The young Englishman accordingly invited M. Moche to lunch, lunch for two, tête-à-tête. Moreover, despite the instinctive repulsion he felt for the fellow, he found himself forced to admit, before the meal was over, that he was after all a cheerful boon-companion, not lacking in wit and possessed of a store of racy anecdotes well calculated to dispel his melancholy. Adroitly enough, Ascott brought the conversation round to the subject of M. Moche’s little niece, displaying an interest in the child’s future, and he deemed himself more than clever when, after endless beating about the bush, he finally succeeded in persuading Père
Moche to dine with him and bring little Nini with him one evening soon.
Poor fellow, he little dreamt he had to do with a man far cleverer than himself, and that the favour he had obtained at the cost of so many difficulties was really and truly but the consummation of the plot conceived by the Machiavellian business agent and his abominable little accomplice.
... Thus Ascott arrived to the minute at the rendezvous, in the omnibus office in the Place de la Bastille at 7.30, his heart in his mouth, his mind in a joyous tumult, his arms full of flowers, all for the woman towards whom he now began to feel a genuine and sincere affection!
The merry little dinner was drawing to an end. Old Moche had positively sparkled with wit throughout the meal, but most of the time it was simply trouble wasted, for Ascott hardly listened to a word. Moche sat facing the two young people, who, as if by inadvertence, had taken their places on a narrow divan, so that as the festivity proceeded they were perpetually coming into casual contact with each other. At first the young man had discreetly kept his distance, but little by little, growing bolder under his senior’s indulgent eye—the old man seemed to be getting tipsy—the lover drew nearer to his charmer. From time to time he would squeeze her hand under the table or throw an arm around her waist. The child looked demure and a trifle startled, affecting to be embarrassed, sometimes even shocked, but at the same time casting occasional sidewise glances at the rich Englishman that were full of encouragement and spoke of passion only held in check by maiden modesty.
Ascott, entering more and more into the spirit of the thing, kept on replenishing his guests’ glasses with champagne, hoping to intoxicate old Moche altogether and make the girl sufficiently tipsy to prove less obdurate in repelling the caresses he lavished on her. He himself, too, by way of stimulating his courage, was drinking pretty hard, and, all things considered, was very likely consuming on his own sole account a great deal more than his two companions both together.
Once, as he was bending down behind Nini, pretending to pick something up from the floor, in reality in order to put his burning lips to the cool, inviting surface of the girl’s neck behind, Ascott failed to see how Père Moche, with the lightning quickness of a conjuring trick, sprinkled a whitey-grey powder over the frothing liquor in his champagne glass. Dessert was on the table. But while Nini, nibbling at the strawberries on her plate, refused to drink any more wine, Ascott, who was tormented with a thirst that grew momentarily more intense, had a fourth bottle of champagne uncorked, of which he poured a good third into a glass for himself and drained it off at a draught.
The Englishman was rapidly getting drunk, and now threw discretion to the winds in his plaguing of Nini, who more than once, playing her part to perfection, administered some shrewd slaps on the young man’s over enterprising hands. She even sprang up from her seat, as if to fly for refuge to her uncle and demand his protection.
Old Moche followed the whole scene with a very wide awake glance, humming a tune at intervals and mimicking the ways of a man excited by the fumes of a heady wine and viewing life under the most roseate aspect. At a given moment, however, the old fellow, after looking surreptitiously at his watch, noted that it was half past eleven. He rose from the table staggering. Ascott burst out laughing. “By the Lord! my dear Moche,” he cried out in a thick voice, “I verily believe you’re jolly well drunk!”
Moche swayed more unsteadily than ever on his feet.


Copy each line from the listing below where the word "System" shows up.

Start of Block

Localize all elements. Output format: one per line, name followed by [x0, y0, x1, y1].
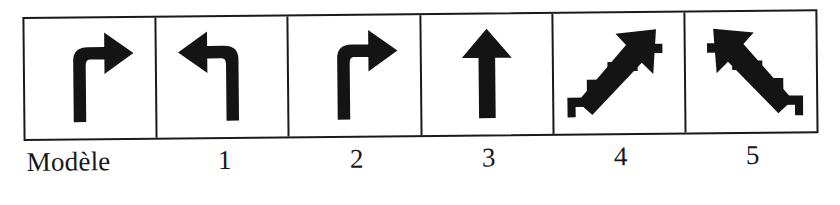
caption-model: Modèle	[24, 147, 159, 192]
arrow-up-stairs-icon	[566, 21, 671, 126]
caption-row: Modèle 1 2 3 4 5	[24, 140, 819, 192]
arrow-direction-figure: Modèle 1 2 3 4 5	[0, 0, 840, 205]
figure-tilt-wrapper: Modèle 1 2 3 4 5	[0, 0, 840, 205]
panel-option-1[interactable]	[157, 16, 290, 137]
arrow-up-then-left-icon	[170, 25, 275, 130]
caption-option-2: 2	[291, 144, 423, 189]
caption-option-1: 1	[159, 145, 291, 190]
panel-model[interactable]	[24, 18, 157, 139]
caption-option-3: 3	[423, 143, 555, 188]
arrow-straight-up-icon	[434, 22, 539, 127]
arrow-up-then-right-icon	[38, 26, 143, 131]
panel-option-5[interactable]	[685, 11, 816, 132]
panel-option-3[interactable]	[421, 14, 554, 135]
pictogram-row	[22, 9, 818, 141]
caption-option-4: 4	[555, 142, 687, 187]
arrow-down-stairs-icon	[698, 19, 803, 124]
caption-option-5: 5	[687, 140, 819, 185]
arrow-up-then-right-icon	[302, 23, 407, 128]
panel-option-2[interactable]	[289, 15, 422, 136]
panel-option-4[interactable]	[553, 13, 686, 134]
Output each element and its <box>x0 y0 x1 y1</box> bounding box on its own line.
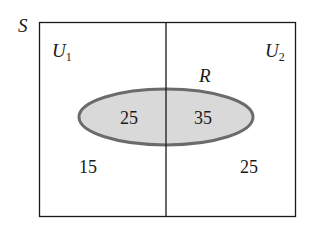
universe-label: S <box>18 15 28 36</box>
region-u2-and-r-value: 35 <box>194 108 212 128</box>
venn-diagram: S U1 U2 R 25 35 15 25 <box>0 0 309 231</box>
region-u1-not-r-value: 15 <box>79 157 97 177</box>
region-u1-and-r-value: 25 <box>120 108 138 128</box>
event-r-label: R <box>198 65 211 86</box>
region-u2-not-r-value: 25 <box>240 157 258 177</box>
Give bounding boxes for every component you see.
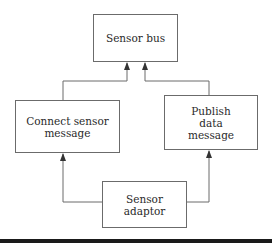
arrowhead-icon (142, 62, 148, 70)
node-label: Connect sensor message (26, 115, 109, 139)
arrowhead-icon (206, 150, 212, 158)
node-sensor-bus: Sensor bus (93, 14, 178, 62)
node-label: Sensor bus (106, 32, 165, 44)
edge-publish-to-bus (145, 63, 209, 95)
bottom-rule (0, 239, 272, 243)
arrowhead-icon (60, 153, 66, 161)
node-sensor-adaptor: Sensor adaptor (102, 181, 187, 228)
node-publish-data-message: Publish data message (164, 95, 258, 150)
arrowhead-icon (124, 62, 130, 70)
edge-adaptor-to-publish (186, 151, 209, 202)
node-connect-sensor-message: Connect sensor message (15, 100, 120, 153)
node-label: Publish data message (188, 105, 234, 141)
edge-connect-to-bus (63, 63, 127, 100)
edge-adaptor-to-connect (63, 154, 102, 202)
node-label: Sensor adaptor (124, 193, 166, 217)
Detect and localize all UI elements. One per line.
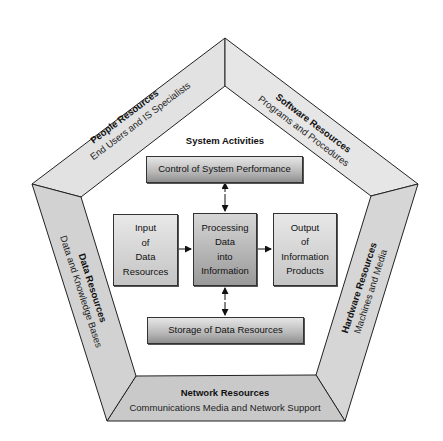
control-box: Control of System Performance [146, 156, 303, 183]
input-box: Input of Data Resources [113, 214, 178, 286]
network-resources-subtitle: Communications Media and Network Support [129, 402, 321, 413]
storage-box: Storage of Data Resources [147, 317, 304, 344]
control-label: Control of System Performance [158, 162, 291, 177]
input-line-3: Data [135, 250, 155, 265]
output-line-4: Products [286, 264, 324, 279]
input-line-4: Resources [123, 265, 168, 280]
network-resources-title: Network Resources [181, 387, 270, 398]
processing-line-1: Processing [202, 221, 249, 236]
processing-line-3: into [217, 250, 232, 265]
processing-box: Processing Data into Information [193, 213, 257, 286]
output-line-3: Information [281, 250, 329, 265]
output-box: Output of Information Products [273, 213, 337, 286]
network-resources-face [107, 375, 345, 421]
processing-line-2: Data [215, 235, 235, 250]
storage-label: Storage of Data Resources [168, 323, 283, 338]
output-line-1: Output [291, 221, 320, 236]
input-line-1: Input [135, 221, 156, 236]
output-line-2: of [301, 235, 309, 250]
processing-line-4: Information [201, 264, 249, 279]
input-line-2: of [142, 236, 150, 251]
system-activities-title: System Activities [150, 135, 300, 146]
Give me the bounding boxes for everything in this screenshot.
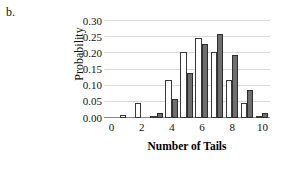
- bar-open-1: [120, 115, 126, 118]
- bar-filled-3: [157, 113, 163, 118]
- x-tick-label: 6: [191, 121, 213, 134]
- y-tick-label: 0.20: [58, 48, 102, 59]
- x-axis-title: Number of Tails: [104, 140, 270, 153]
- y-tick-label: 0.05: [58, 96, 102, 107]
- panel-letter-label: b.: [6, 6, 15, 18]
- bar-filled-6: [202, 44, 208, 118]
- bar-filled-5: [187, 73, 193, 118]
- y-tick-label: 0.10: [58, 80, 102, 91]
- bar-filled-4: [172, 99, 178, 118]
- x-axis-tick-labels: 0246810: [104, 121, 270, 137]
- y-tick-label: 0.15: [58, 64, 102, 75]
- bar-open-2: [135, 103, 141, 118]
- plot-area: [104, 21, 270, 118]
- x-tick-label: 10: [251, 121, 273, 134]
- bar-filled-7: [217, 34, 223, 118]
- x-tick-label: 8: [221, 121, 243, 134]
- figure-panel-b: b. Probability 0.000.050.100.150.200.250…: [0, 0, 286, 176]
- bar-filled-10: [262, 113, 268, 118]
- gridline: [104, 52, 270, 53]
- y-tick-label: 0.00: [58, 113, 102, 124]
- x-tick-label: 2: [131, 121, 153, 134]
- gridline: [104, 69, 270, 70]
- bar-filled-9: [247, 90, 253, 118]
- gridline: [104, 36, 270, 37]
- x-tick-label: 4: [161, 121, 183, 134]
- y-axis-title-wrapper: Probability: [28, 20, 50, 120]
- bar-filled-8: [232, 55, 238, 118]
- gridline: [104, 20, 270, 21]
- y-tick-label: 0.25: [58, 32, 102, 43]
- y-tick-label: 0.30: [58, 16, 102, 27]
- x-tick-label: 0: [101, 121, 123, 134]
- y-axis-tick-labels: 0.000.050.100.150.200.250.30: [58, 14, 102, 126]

End of Block
Start of Block

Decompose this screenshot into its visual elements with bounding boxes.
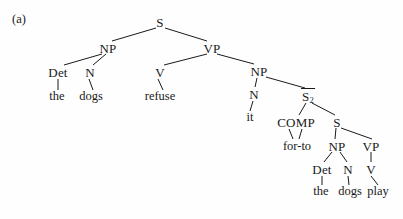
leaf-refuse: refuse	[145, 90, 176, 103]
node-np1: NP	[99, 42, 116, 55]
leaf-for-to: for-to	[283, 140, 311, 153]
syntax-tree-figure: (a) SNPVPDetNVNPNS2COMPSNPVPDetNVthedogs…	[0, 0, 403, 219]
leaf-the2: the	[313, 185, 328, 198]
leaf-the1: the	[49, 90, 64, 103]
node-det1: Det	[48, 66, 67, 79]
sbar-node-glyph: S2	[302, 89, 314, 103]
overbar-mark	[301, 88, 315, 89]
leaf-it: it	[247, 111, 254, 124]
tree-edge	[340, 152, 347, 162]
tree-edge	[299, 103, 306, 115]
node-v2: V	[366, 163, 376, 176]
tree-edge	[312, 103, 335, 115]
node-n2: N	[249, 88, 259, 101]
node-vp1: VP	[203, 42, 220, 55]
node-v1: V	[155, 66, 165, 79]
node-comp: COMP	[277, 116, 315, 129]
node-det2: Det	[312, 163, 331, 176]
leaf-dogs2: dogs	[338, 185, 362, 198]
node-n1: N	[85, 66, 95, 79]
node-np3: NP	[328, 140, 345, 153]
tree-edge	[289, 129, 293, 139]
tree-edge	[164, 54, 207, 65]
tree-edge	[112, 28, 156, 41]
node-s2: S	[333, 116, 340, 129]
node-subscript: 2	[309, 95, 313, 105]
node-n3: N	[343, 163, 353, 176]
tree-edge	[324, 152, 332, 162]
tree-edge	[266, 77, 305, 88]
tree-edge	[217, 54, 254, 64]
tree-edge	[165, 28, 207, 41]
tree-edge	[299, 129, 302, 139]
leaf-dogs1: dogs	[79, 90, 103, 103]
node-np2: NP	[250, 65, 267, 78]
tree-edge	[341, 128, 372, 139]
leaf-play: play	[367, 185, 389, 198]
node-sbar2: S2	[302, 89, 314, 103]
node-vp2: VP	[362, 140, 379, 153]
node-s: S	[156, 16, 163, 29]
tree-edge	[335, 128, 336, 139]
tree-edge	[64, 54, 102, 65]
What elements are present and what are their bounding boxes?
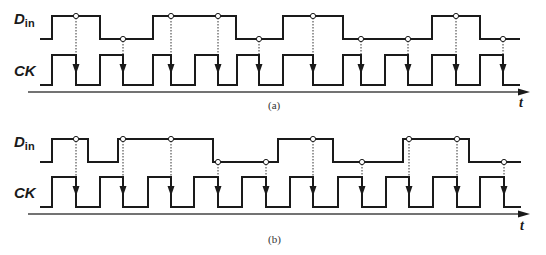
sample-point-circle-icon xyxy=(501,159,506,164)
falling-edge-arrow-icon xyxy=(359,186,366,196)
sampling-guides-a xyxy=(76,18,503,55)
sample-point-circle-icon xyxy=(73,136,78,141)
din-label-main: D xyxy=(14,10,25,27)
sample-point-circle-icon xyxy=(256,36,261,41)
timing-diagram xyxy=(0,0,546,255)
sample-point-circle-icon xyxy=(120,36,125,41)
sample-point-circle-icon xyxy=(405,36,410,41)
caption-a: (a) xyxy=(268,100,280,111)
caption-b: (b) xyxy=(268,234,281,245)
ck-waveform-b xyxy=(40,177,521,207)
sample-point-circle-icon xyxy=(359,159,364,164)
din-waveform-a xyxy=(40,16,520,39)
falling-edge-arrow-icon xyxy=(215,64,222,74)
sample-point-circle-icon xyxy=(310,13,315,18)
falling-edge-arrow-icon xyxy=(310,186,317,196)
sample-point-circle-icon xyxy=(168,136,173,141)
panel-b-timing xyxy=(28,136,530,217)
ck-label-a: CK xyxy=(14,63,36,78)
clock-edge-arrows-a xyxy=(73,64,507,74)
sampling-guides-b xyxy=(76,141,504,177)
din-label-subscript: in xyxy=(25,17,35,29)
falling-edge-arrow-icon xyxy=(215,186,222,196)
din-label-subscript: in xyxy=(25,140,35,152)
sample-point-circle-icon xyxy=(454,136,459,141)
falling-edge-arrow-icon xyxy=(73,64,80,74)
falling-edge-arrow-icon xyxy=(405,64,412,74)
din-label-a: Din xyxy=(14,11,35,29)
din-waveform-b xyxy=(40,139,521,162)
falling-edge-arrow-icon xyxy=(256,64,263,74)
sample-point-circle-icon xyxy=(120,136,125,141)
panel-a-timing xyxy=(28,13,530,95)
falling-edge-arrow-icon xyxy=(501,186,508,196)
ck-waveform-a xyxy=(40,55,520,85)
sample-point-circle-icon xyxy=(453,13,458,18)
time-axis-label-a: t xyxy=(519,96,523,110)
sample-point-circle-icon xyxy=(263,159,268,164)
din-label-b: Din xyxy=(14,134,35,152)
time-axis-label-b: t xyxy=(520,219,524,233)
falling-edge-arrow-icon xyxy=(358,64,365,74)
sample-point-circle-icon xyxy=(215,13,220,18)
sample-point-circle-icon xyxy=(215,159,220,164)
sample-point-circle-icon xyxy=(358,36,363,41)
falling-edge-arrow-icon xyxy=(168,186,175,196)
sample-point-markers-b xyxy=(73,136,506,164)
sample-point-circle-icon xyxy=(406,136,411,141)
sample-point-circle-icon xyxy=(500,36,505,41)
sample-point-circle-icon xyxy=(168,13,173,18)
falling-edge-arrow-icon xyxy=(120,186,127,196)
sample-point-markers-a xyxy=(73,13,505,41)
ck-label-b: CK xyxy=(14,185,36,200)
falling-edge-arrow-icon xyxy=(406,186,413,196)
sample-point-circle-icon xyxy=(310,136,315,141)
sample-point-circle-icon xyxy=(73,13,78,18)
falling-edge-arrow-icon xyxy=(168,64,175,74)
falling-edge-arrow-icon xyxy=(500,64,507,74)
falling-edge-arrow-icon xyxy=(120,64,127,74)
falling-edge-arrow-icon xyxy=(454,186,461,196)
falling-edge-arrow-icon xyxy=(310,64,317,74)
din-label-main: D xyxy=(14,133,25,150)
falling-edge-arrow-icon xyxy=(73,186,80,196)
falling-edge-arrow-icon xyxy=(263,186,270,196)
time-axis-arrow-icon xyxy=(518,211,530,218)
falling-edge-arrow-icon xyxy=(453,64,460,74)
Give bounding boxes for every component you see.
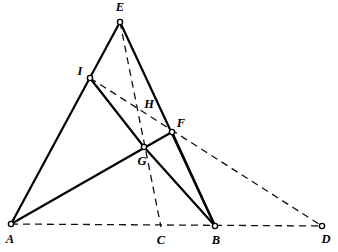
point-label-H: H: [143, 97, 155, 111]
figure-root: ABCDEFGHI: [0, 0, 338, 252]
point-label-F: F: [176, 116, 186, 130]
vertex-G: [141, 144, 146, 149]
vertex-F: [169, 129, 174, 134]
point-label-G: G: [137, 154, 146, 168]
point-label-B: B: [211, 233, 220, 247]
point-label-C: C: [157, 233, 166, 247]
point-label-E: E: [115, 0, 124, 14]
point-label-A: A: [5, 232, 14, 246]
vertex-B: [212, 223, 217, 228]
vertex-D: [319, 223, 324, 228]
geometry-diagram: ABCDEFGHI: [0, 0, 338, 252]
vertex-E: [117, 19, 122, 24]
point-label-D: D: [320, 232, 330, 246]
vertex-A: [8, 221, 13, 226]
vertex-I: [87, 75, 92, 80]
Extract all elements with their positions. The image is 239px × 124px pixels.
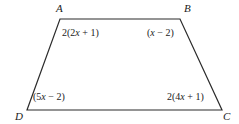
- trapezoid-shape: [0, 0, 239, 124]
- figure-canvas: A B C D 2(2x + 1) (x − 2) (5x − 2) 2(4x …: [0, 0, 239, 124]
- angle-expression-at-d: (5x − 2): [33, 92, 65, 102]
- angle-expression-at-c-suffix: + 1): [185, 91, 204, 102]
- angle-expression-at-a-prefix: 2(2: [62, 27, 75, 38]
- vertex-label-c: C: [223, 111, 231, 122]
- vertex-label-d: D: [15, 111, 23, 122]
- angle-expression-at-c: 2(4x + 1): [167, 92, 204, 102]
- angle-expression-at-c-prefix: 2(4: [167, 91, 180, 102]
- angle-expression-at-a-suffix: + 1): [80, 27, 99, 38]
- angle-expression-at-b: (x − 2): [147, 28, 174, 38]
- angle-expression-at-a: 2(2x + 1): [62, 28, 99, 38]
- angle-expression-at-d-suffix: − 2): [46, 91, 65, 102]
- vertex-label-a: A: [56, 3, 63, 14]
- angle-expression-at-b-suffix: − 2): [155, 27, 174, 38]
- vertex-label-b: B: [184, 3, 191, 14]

End of Block

**WRITTEN RESPONSE:**
control-box: Control of System Performance [146, 156, 303, 183]
control-label: Control of System Performance [158, 162, 291, 177]
system-activities-title: System Activities [150, 135, 300, 146]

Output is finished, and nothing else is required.